Mali is one of the ten poorest countries in the whole world.  Thirty-six million people die each year in Mali because they do not have enough food to eat.  This is not just a problem in Mali or in Africa for that matter.  Severe hunger affects 850 million people around the world.  The problem in Mali is not that the people do not have enough food available to them but they are so poor that they can not even afford to grow or buy the needed amounts of food.  As a usual daily struggle for the women in Mali, they have to provide their families with adequate food supply.  Malian organizations are working on pulling women, children, and all people out of poverty and provide long term food security. 
           

Agriculture plays a very important role in the living standards and conditions; along with what and how often Malian people eat.  The climate also affects the circumstances.  Heavy droughts have had a heavy input on Mali's livestock and agriculture progress.  Clean water is also very insufficient which threatens the conditions of malaria and other serious diseases.  Clean water access could improve farming, health conditions, child care and activities.
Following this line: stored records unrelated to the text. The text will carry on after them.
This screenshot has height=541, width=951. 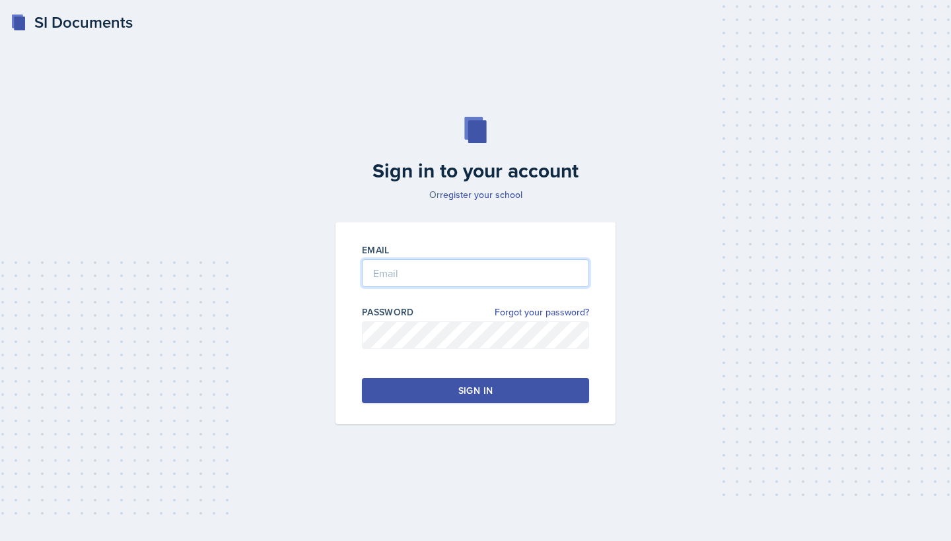 What do you see at coordinates (481, 195) in the screenshot?
I see `a: register your school` at bounding box center [481, 195].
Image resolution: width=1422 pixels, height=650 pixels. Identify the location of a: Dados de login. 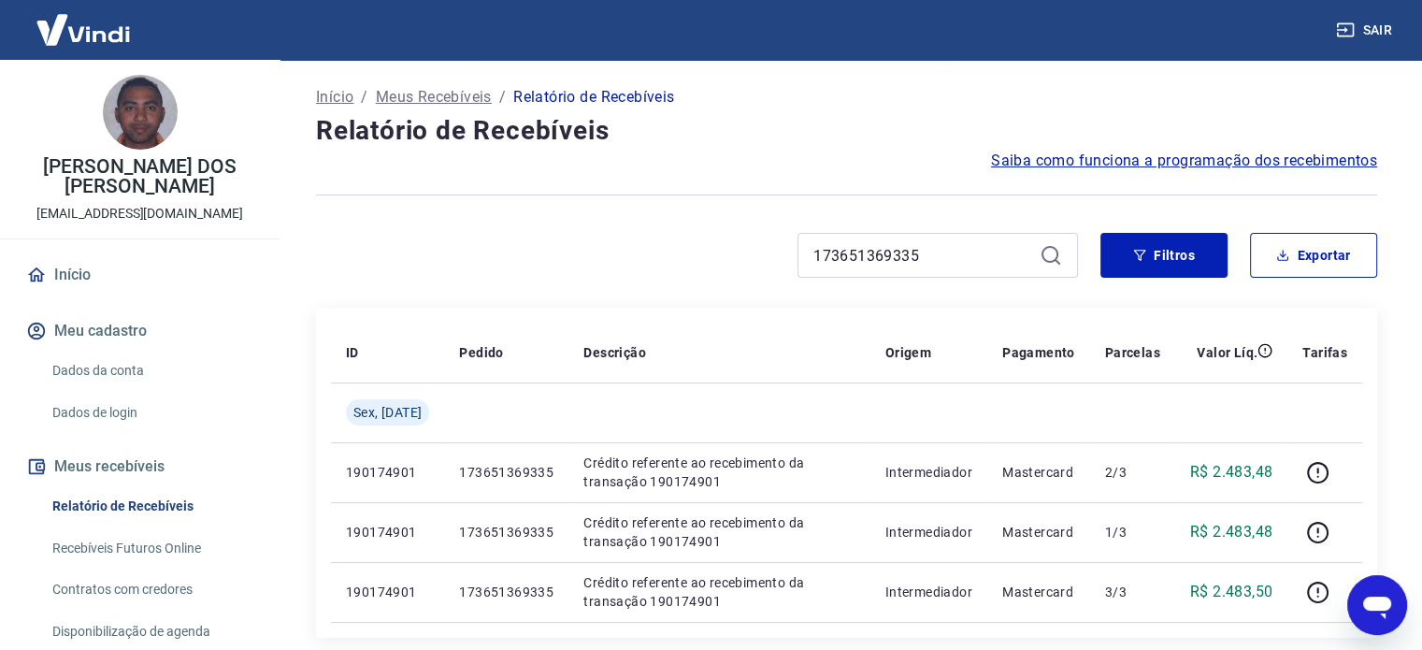
(151, 412).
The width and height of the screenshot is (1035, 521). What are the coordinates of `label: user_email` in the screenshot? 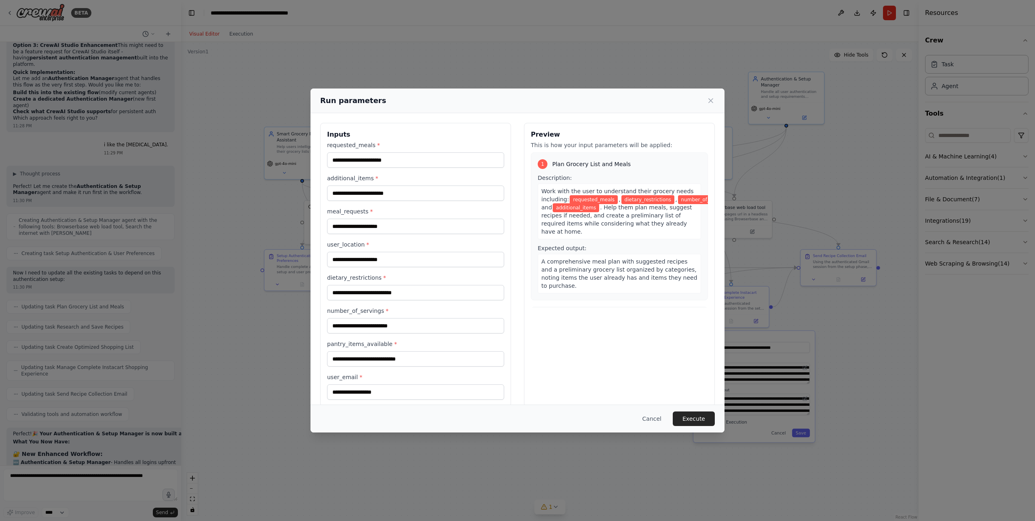 It's located at (416, 377).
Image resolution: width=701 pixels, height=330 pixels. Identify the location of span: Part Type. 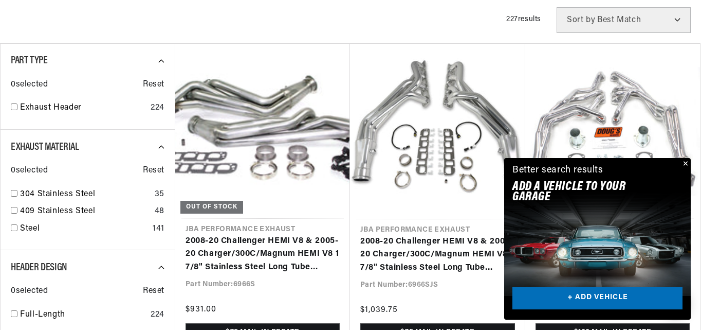
(29, 61).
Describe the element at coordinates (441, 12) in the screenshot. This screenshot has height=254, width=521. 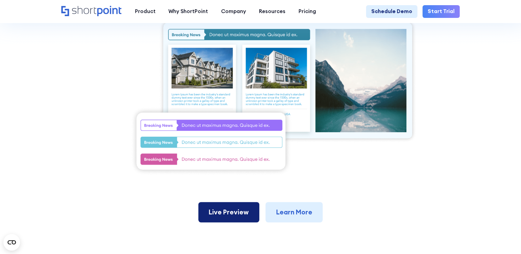
I see `a: Start Trial` at that location.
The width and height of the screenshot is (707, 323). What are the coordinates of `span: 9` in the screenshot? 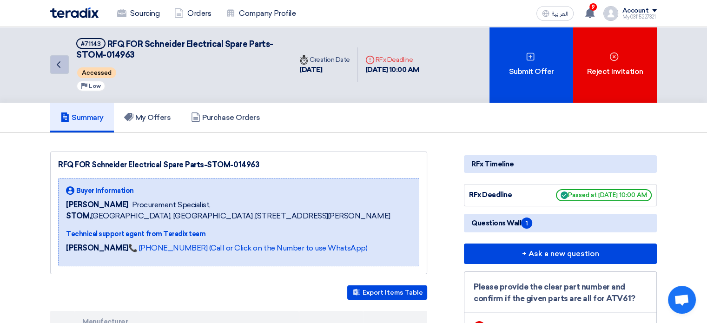 It's located at (593, 7).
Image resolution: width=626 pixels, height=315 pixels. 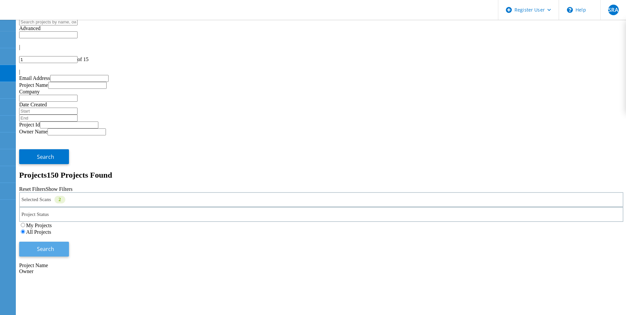 I want to click on input: Start, so click(x=48, y=111).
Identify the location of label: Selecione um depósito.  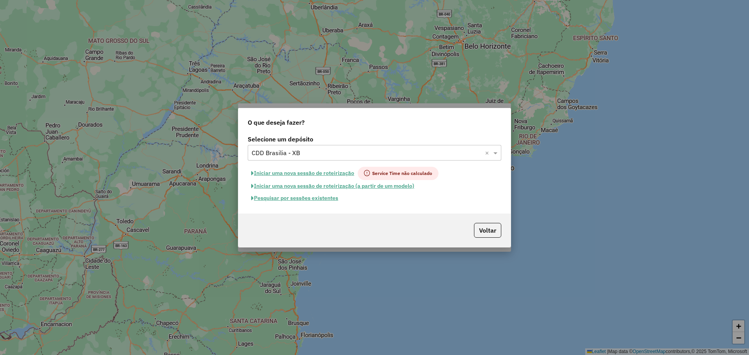
(374, 139).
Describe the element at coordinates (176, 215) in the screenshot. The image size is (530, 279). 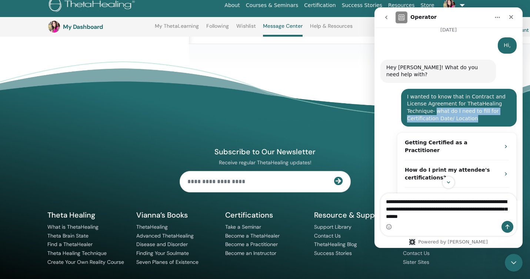
I see `h5: Vianna’s Books` at that location.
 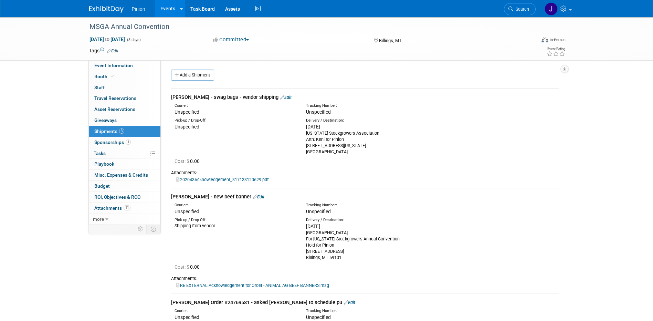 What do you see at coordinates (105, 76) in the screenshot?
I see `span: Booth` at bounding box center [105, 76].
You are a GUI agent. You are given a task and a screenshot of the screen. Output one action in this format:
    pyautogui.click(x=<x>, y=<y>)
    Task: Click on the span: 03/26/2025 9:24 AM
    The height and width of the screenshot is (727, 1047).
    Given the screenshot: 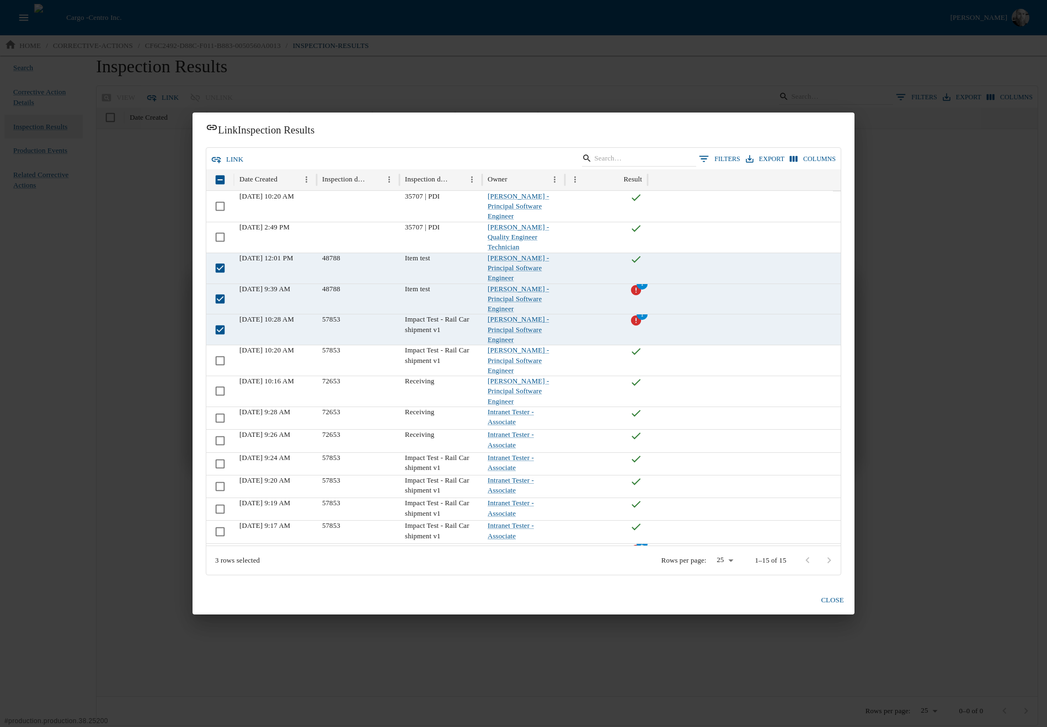 What is the action you would take?
    pyautogui.click(x=265, y=458)
    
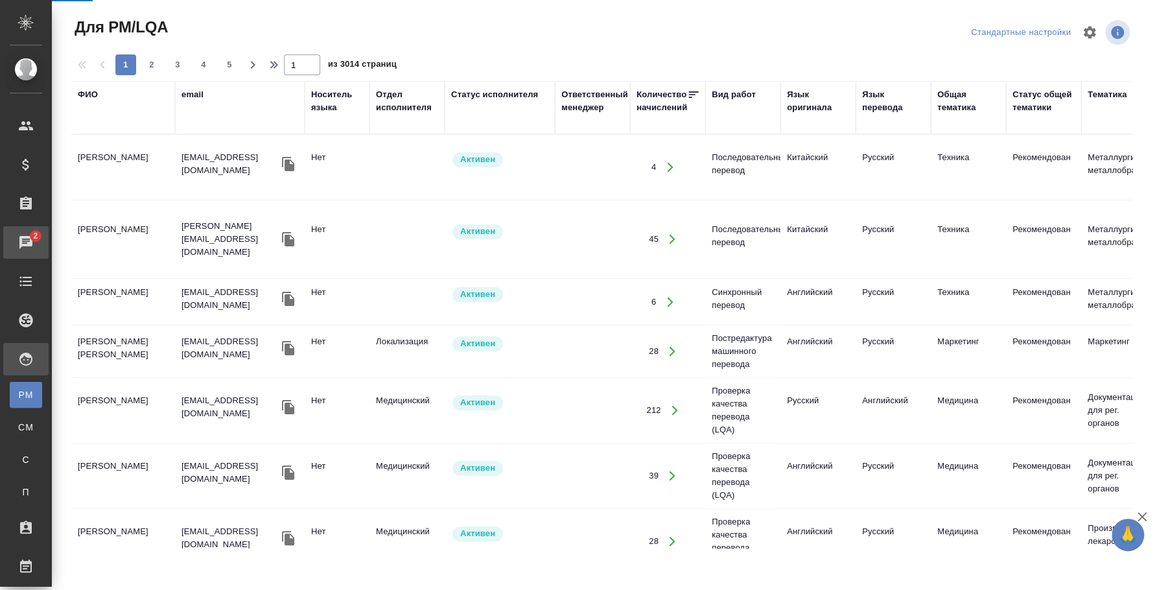 The width and height of the screenshot is (1157, 590). I want to click on div: split button, so click(1021, 32).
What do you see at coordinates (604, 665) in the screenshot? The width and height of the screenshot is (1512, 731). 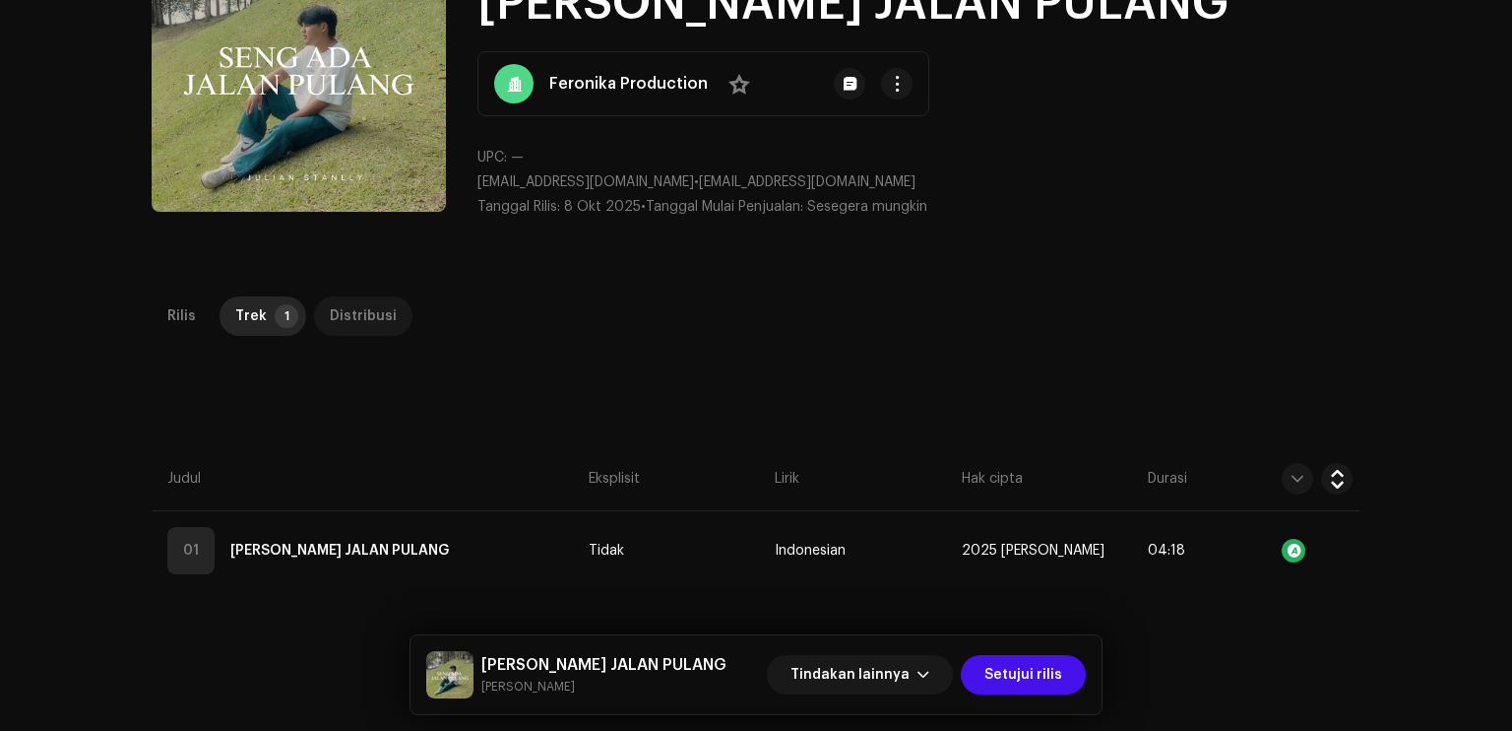 I see `h5: SENG ADA JALAN PULANG` at bounding box center [604, 665].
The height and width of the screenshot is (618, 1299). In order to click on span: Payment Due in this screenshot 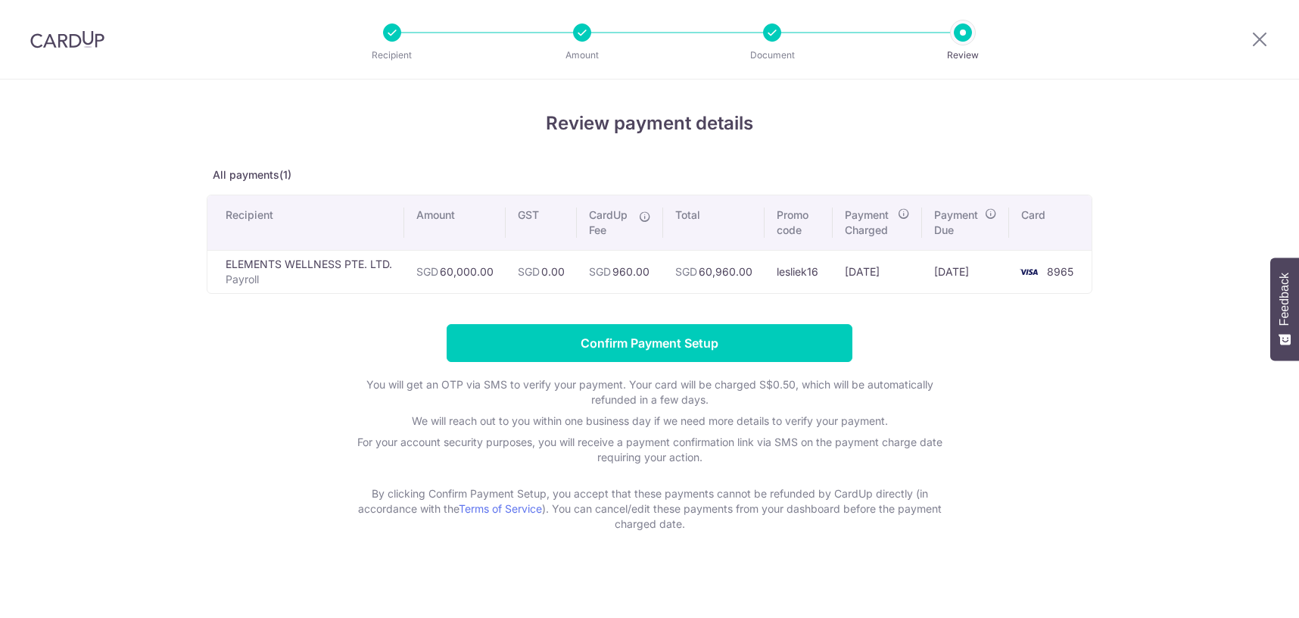, I will do `click(957, 223)`.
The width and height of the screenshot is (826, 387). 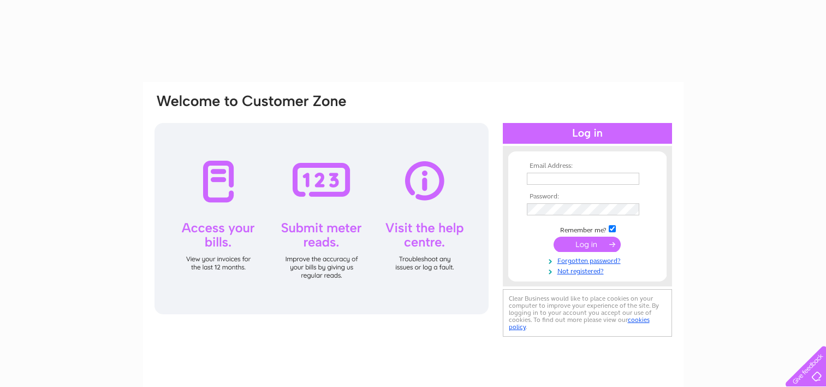 I want to click on div: Clear Business would like to place cookies on your computer to improve your experience of the sit..., so click(x=588, y=312).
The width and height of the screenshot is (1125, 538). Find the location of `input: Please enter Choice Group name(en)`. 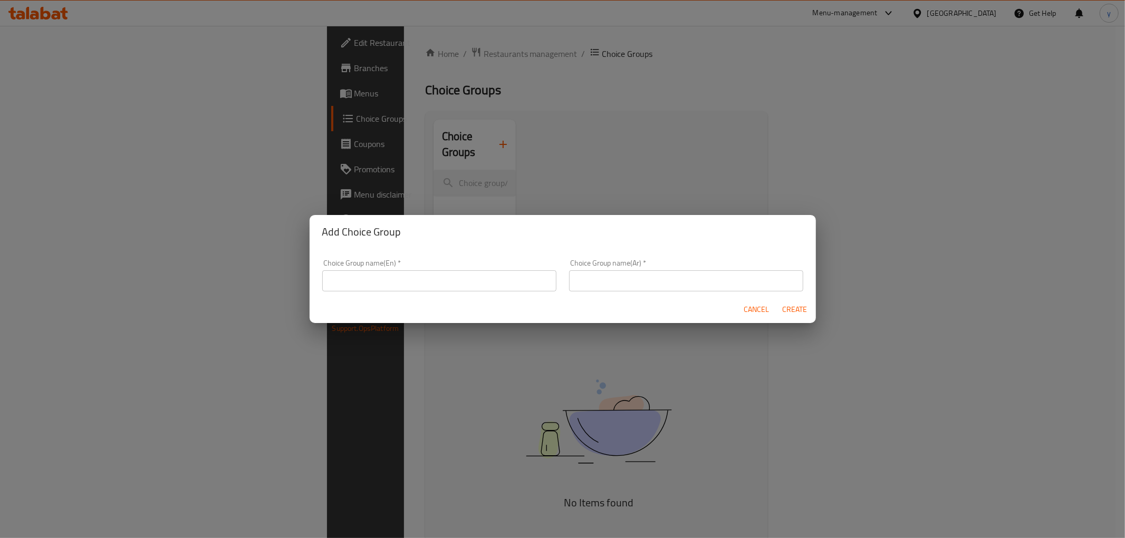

Poverty is Mali is widespread.  Sixty-four percent of people live below the poverty line.  Seventy percent are illiterate (which is the highest rate in Africa) and many children under the age of three, about twenty five percent, suffer from malnutrition. Mali’s health display is one of the worst in the world.  “…Only 36% of the population are within 5km of a health service, and only 8% have access to modern sanitary facilities…” (Mali Fact File).  Many different and separate cases of poverty have been found and one main cause of poverty in rural area is natural disasters.  With a frail ecosystem, little or no infrastructure, low education levels, and a heavy dependence on outside assistance.
                 HIV/AIDS is relatively low compared to the rest of the African continent; however most infected areas are in the urban cities but has been spreading to rural districts along side of migration, as well as the disease being brought in by outside adjacent countries.  

As population growth continues to rise, Mali’s poverty problem also remains.